Talented Mr. Ripley, The (1999)

reviewed by
Scott Renshaw


THE TALENTED MR. RIPLEY (Paramount/Miramax) Starring: Matt Damon, Gwyneth Paltrow, Jude Law, Cate Blanchett, Philip Seymour Hoffman, Jack Davenport, James Rebhorn. Screenplay: Anthony Minghella, based on the novel by Patricia Highsmith. Producers: William Horberg and Tom Sternberg. Director: Anthony Minghella. MPAA Rating: R (violence, brief nudity, profanity, adult themes) Running Time: 135 minutes. Reviewed by Scott Renshaw.

For the life of me, I don't know why any film-maker would take on the thankless task of literary adaptation. If he takes too many liberties (see: Roland Joffe's THE SCARLET LETTER), he risks derision. If he is too scrupulously faithful (see: ANGELA'S ASHES), he risks creating a narrative without its own identity as a film. You don't want to infuriate fans of the source material (Paul Verhoeven's STARSHIP TROOPERS), and you don't want to sacrifice a unique artistic perspective just to get every detail right (THE GREEN MILE). Guaranteed name recognition comes with a price. It is, simultaneously, a can't-miss and a can't-win proposition.

If Anthony Minghella feels that pressure, he sure doesn't show it. He squeezed and compacted THE ENGLISH PATIENT's complex narrative, and came up with a beautiful old-fashioned romantic drama.
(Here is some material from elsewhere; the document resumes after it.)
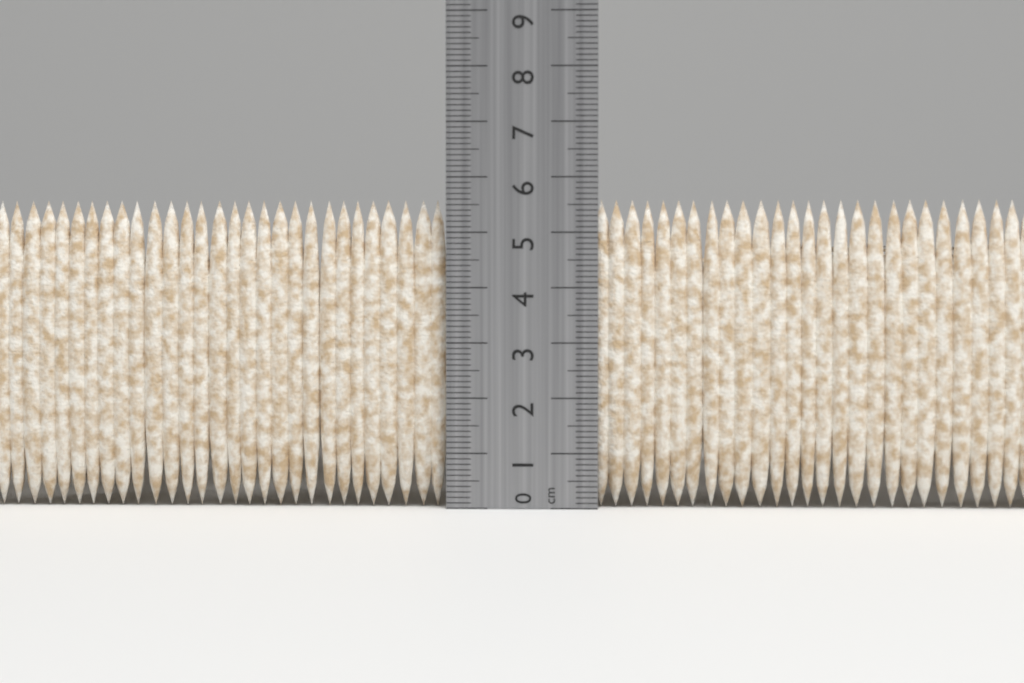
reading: 5.6 cm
Now, in taking on Patricia Highsmith's THE TALENTED MR. RIPLEY, he has completely re-made the story's titular morally-ambiguous protagonist. The result may give purists fits, but it's a strangely invigorating piece of psychological suspense. Matt Damon plays Tom Ripley, a young New Yorker living just close enough to lives of privilege to understand he doesn't live one himself. A unique opportunity arises when shipbuilding magnate Herbert Greenleaf (James Rebhorn) offers to send Tom to Italy, believing Tom to be a college classmate of his son Dickie (Jude Law). Greenleaf wants the free-living Dickie to return home, and hopes his "friend" Tom can persuade him. Tom, however, finds Dickie's life of expatriate revelry far too fascinating to be concerned with much besides ingratiating himself into it -- by any means necessary.

Those familiar with Highsmith's novel will remember Ripley as a con artist (he uses his address and IRS letterhead to collect "underpaid taxes" from naive self-employed artists) who coolly considers murdering Dickie. Minghella is more interested in the Tom who initially sees his trip to Europe as a fresh start, and whose actions snowball into something he can no longer control. Minghella's RIPLEY turns Tom into something far more than an admittedly fascinating portrait of amorality. He's a man obsessed with fitting in who ultimately has no chance of fitting in -- a twisted knot of self-loathing, self-justification, fear, exhilaration and calculation. Those who would knock Matt Damon's unconventionally creepy performance as too bright-eyed aren't looking at Tom Ripley the way I think Minghella wants us to look at him: as a fellow unable to stop himself from performing his entire life in search of acceptance for something he's not.

Minghella combines this twisty characterization with direction that occasionally leans too heavily on visual metaphor. When Dickie discovers Tom playing dress-up with his clothes, Tom hides behind a mirror, his head appearing above a reflection of Dickie; when Dickie's fiancee Marge (Gwyneth Paltrow) confronts Tom with suspicions of his duplicity, he stands before her (literally) exposed. The cues can feel a bit heavy-handed, but Minghella can also stage scenes where tension appears in unexpected ways -- a shouted confession unheard, a lingering moment caught in the space between two lies. It's one thing to direct actors well, which Minghella certainly does here (Philip Seymour Hoffman is particularly fine as an icily condescending ugly American). It's rarer to find someone who can find all the right notes in character interaction, from the turn of a phrase to the placement of an uncomfortable silence.

Many viewers are likely to be put off by THE TALENTED MR. RIPLEY's less-than-tidy conclusion, which serves as a bookend to the film's arresting opening shot. Of course, that's just one of the many ways that Anthony Minghella risks losing his audience. He interrupts a relationship drama with a bloody confrontation; he changes some characters from the novel radically, and introduces new ones. His interpretation of THE TALENTED MR. RIPLEY is undeniably a departure from Highsmith, but it's a departure that works the way any thoughtful re-interpretation can work. The talented Mr. Minghella has fashioned a seductive, sad portrait of a man helplessly watching the loss of his own soul. It may be fitting that Tom Ripley, master chameleon, has taken on yet another new shape for this version of his story.

     On the Renshaw scale of 0 to 10 Ripleys, believe it or not:  9.